WI club championship not the answer, Dr Shallow

  • Sep, Tue, 2024

Dr Kishore Shallow, the president of Cricket West Indies, means well, though he cannot quite put his finger on the solution to the problem of producing worthwhile cricketers.

One of the points he made at the Ramlagans Balmain United Literary Cricket Club annual awards function at the National Cricket Centre on August 24 was: “Despite the efforts and continued commitment of administrators and clubs and members and so on, the reality is that such reliance on these structures with limited resources is simply not sustainable.”

CWI president Dr Kishore Shallow –

He has again raised the idea of a West Indies club championship, which he expects will encourage young men of ability to want to play the game, encouraged by the opportunity to travel through the islands for their clubs, motivated by similar opposition and entertaining those same clubs on their home turf.

To his progressive way of thinking, he also imagines that such a competition would motivate territorial clubs to produce top-class cricketers.

I sympathise with Dr Shallow, as it is a tremendous task to improve and develop cricket in the WI, because of a number of shortcomings.

But to the main problem, I humbly suggest, the answer is to play more first-class cricket.

Developing and improving cricket in the WI also requires a depth of knowledge that comes from those who have attained the highest standard (first-class cricket), plus applying what I refer to as a cricket intellect: understanding that cricket is an art and not a science.

The person who can observe a young bowler deliver the ball and at once can tell that he has natural ability; or see a player face a half-dozen deliveries and can tell right away that he has the knack to develop as a good batsman – that person has the aptitude to be a good coach.

The huge task that an administration faces is selecting those who are capable of identifying talented players to represent the territory in the first instance and the WI internationally.

Through the club championship to which the president is alluding, he wants to strengthen club structures and systems throughout the region.
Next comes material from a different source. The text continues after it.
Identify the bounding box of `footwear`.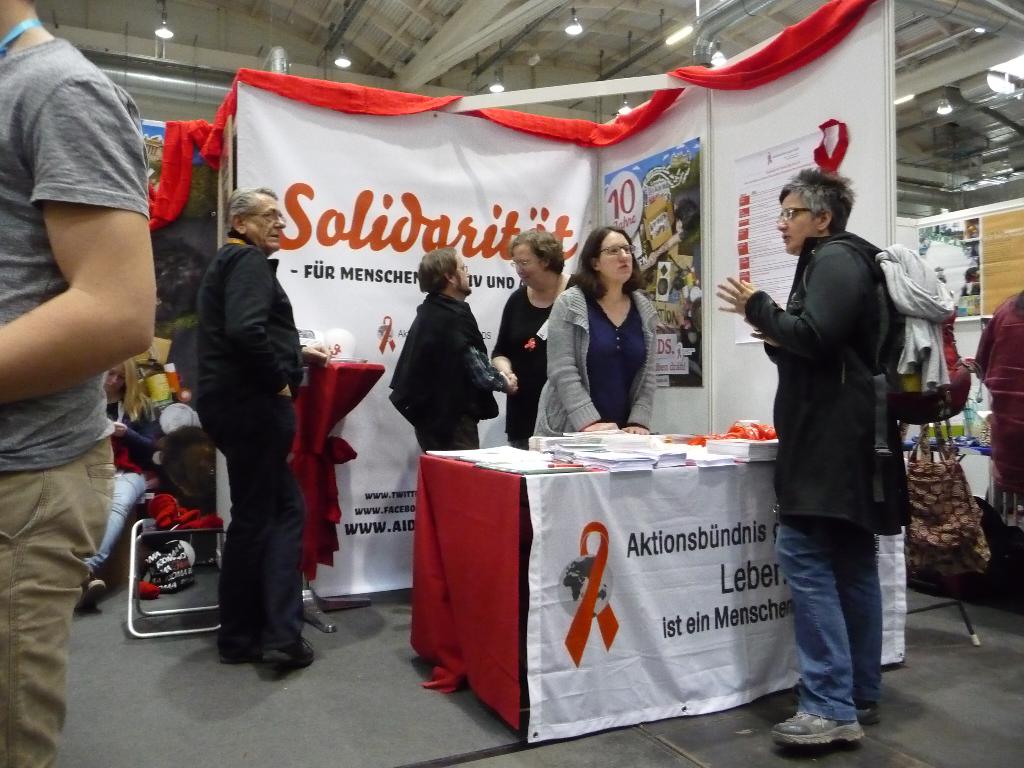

He believes by doing that, he would develop latent cricketing talent that will gradually benefit WI cricket.

I gather from the remarks of Dr Shallow that to be able to carry out this project, he will be asking for the financial help required from the governments of the Caricom territories involved.

The president believes that having a strong club structure and having the clubs oppose each other in the various territories of the WI will transform average club players into top West Indian performers.

I’m afraid it doesn’t happen like that. What will be the outcome of that exercise is a solid mediocre class, and nothing more.

For cricketers to develop into world-beaters as a team, they ought to have a tough league to play in, one in which the opposition is experienced, strong and positive eg county cricket and the Kerry Packer World Series, plus first-class cricket in Australia, India and New Zealand.

In the WI that is possible only if two-innings cricket is played among its territories, which will entail games that will pit the most powerful opposing teams against each other. The same financial assistance that could benefit the proposed club championship should be pursued and used to facilitate a first-class competition of two rounds of home-and-away matches.

I agree with the president on looking for improvement in WI cricket; but, unfortunately, that is not going to be achieved this way, because it will spread the talent too thin – watering the brandy, if you will.

I also agree that the club structures in all the territories need improving; however, that has to be done within the territories themselves. Some of the individual boards are weak, prejudiced, too political and lack the essence of cricket expertise.

Within each and every cricket-playing territory in the West Indies, there should be a list of management functions and how they should operate. Each representative at the CWI’s meetings must report on the status of their territory. They must show their club structure and how it’s working.

The annual first-class cricket competition must be adhered to; and if finance could be raised by contributions from governments, or sponsorship from business places, that will be for the betterment of WI cricket.